After a week of some truly violent moves in the Japanese Yen, forex markets seem likely to slow down in the week ahead. How might we trade such a slowdown?
DailyFX PLUS System Trading Signals
Volatility prices have dropped as markets seem likely to catch their breath after last week’s panic-driven forex moves. Yet everything’s relative -- even slower price moves haven’t stopped the USDJPY from rallying over 400 pips from last week’s lows. What’s our next move?
I wrote last week that it seemed we were in the early stages of a market deleveraging, and big volatility would likely result in substantial Japanese Yen strength. That forecast worked out better than I could’ve reasonably imagined as we saw carnage in the extremely crowded JPY-short trade (USDJPY long). If I’m right in calling for a slowdown in FX market moves, we’ll likely see (and have seen) the opposite: a USDJPY bounce and broader Dollar recovery.
Short-dated forex volatility prices (chart below) have come off of recent peaks, while more medium-term expectations have remained relatively steady.
That makes short-term trading admittedly a bit confusing: we don’t want to lose sight of the fact that forex market conditions have likely seen a substantive shift.

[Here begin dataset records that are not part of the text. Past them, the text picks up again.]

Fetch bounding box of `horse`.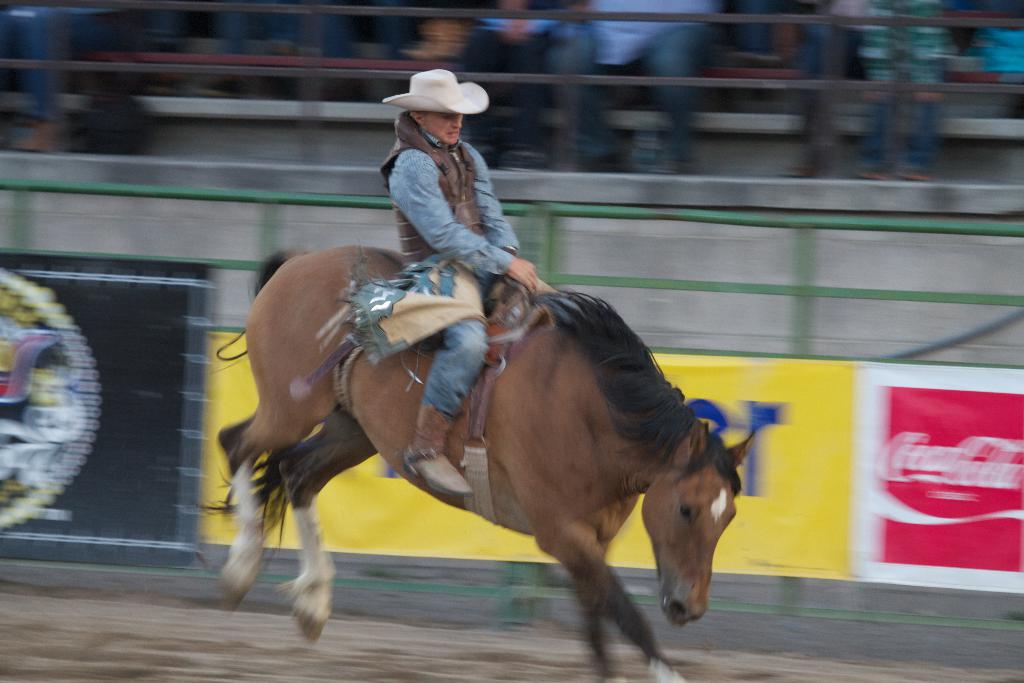
Bbox: <bbox>190, 247, 756, 682</bbox>.
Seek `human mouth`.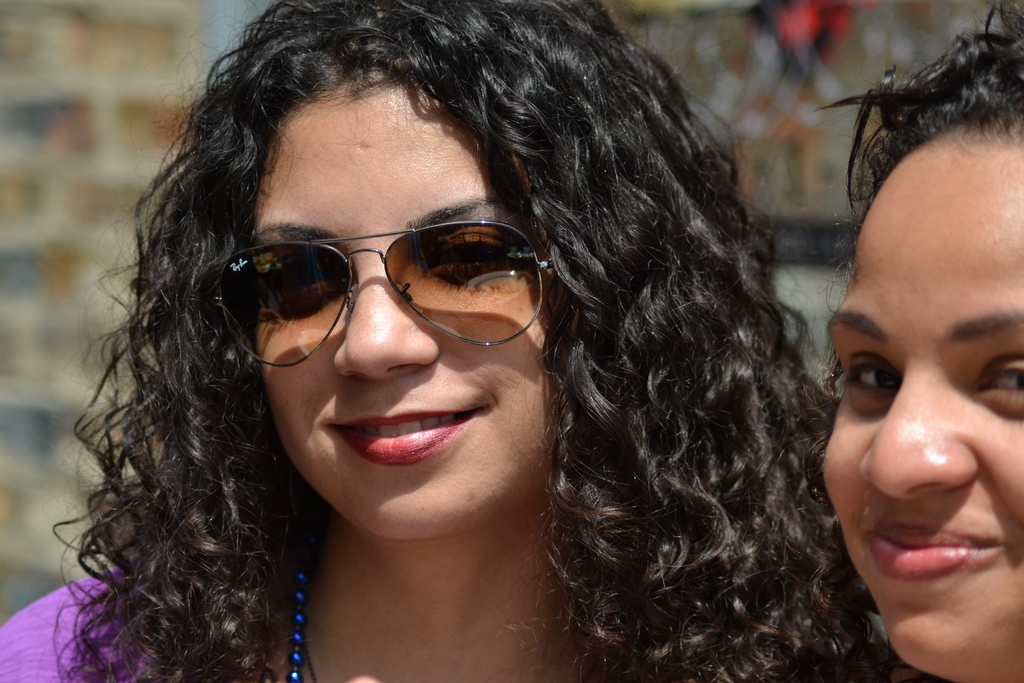
l=859, t=512, r=997, b=581.
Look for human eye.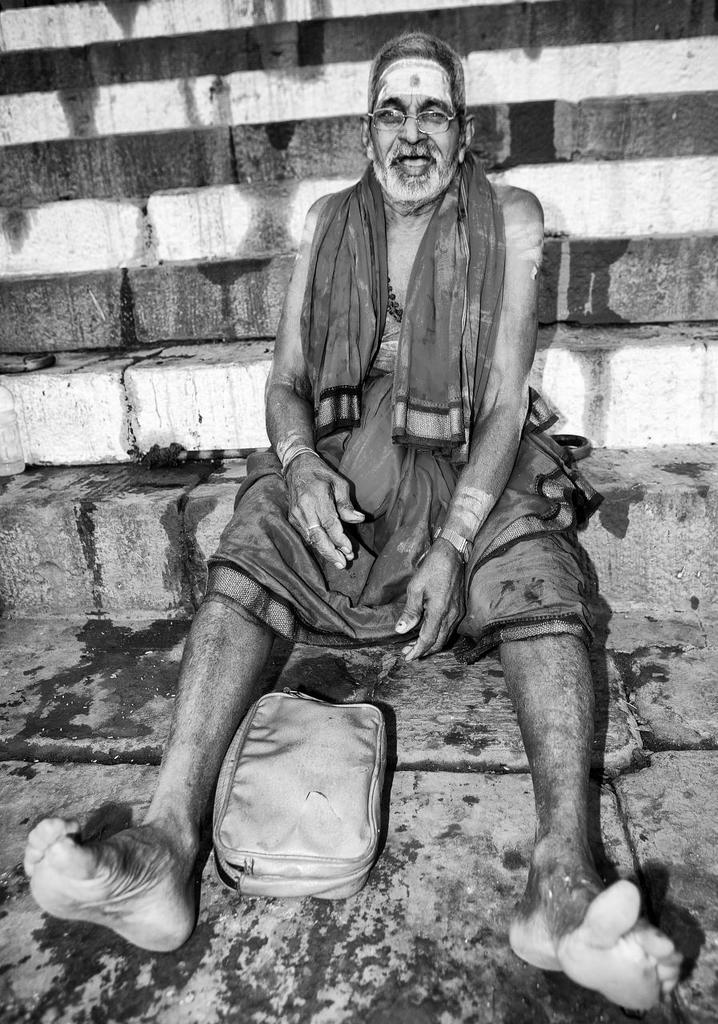
Found: locate(423, 106, 445, 123).
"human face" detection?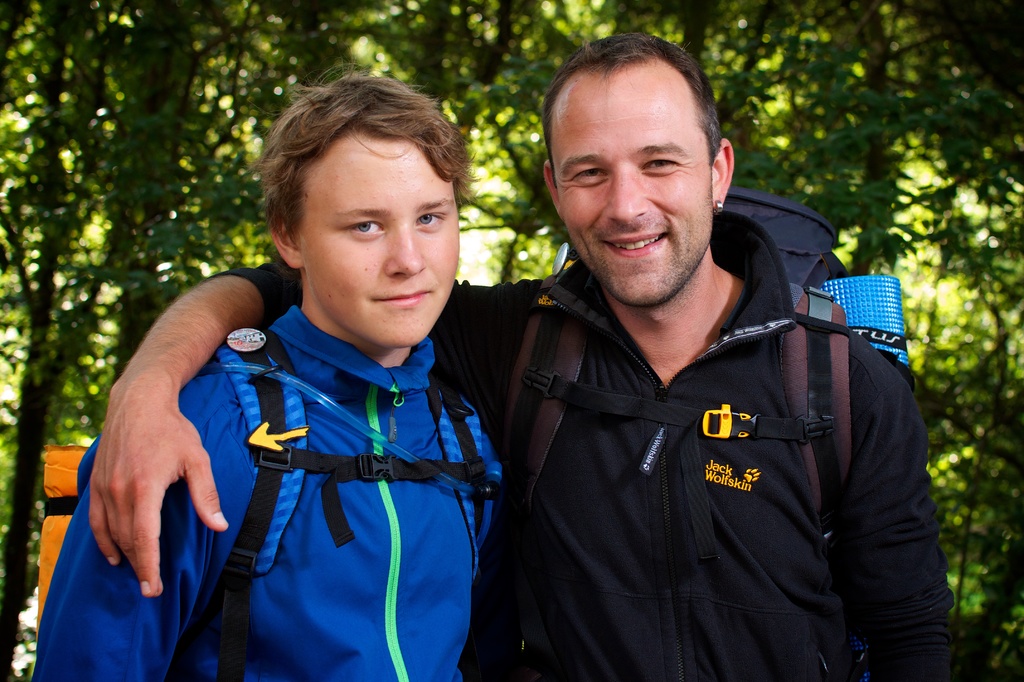
bbox(300, 125, 461, 351)
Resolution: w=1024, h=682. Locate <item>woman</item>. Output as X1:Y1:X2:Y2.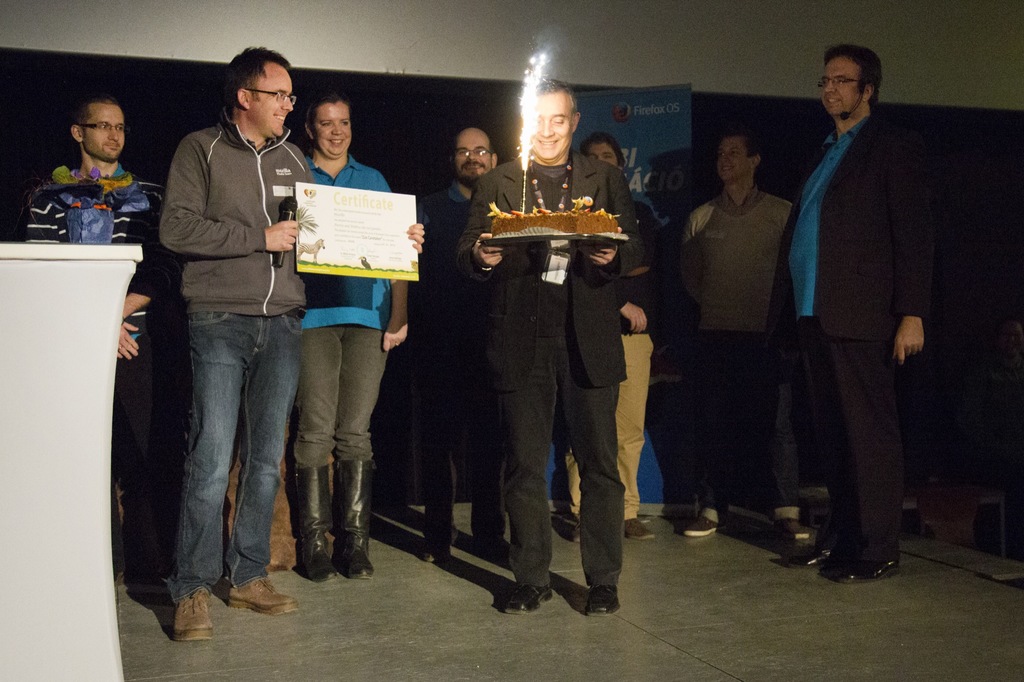
260:97:410:562.
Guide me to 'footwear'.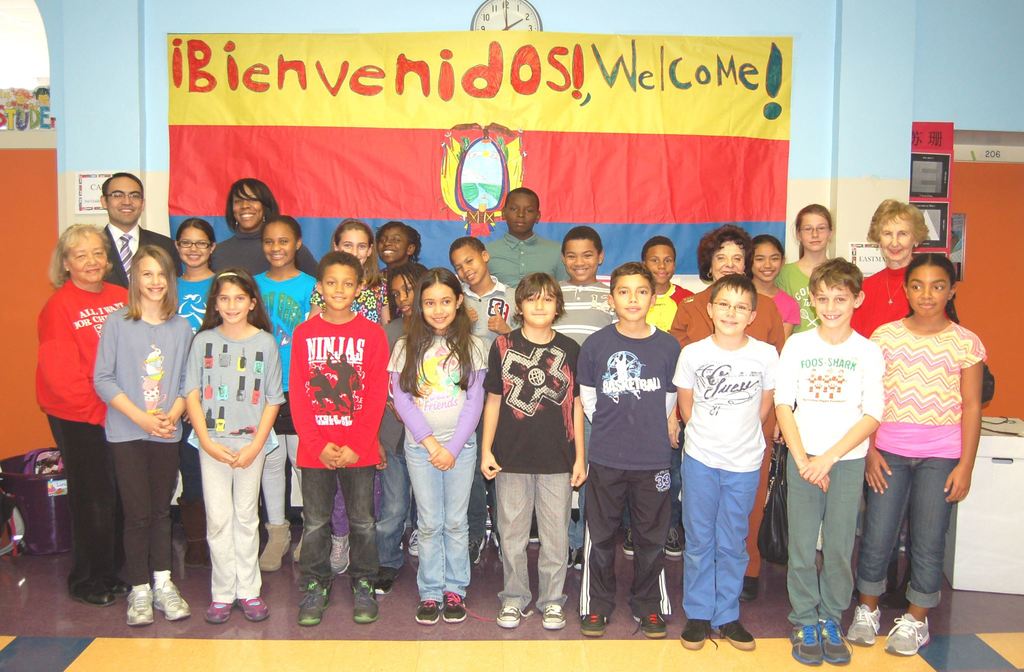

Source: OTC FX Options Prices from Bloomberg, DailyFX Calculations
Past performance is not indicative of future results, but our sentiment-based trading strategies have done well amidst recent moves. The risk is obvious as nothing moves in a straight line, and it would be natural for the same strategies to give back some of their recent gains. In other words: now is probably not the time to press our trades.
Strategy preferences remain roughly unchanged with a couple of key caveats. Our Breakout2 trading system had a banner week of performance on the massive Japanese Yen surge and could potentially do well across a number of pairs. But it would be poorly positioned for a JPY pullback (currently underway) as it has historically done poorly amid sharp market reversals.
Our major preference thus turns to the Momentum2 strategy -- also known as the “Tidal Shift” system. It was named “Tidal Shift” because it was designed to catch major market reversals. And if this is indeed the start of key short-term reversals, it could potentially do well across key JPY and US Dollar pairs.
View the table below to see our strategy preferences broken down by currency pair.